The problem » Please copy each line below that contains the word "Where".

- - - -

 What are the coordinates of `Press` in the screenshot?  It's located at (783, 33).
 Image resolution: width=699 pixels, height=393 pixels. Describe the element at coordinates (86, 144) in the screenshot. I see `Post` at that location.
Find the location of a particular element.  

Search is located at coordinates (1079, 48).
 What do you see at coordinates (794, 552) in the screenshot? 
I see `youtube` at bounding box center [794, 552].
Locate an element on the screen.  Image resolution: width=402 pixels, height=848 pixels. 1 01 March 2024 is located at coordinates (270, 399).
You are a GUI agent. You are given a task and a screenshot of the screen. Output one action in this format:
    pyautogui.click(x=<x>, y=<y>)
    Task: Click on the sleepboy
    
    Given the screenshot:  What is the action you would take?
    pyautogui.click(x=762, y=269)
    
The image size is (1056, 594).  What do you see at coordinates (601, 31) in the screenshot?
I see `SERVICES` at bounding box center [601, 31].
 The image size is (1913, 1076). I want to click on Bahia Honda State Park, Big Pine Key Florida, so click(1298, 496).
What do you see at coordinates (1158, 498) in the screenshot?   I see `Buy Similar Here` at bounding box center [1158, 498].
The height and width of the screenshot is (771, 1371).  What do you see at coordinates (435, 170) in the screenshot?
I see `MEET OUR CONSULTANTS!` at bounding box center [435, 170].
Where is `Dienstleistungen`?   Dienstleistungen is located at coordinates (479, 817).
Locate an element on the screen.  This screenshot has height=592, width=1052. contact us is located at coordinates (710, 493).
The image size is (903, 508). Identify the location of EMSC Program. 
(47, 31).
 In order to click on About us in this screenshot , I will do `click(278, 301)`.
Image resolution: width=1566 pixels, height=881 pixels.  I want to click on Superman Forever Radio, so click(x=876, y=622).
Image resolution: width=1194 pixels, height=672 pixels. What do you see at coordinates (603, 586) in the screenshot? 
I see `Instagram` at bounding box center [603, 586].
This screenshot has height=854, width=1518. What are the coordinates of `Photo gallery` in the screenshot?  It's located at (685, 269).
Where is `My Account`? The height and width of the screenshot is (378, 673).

- - - -

Finished task »
Where is `Dienstleistungen`?   Dienstleistungen is located at coordinates (479, 817).
Where is `My Account`? The height and width of the screenshot is (378, 673).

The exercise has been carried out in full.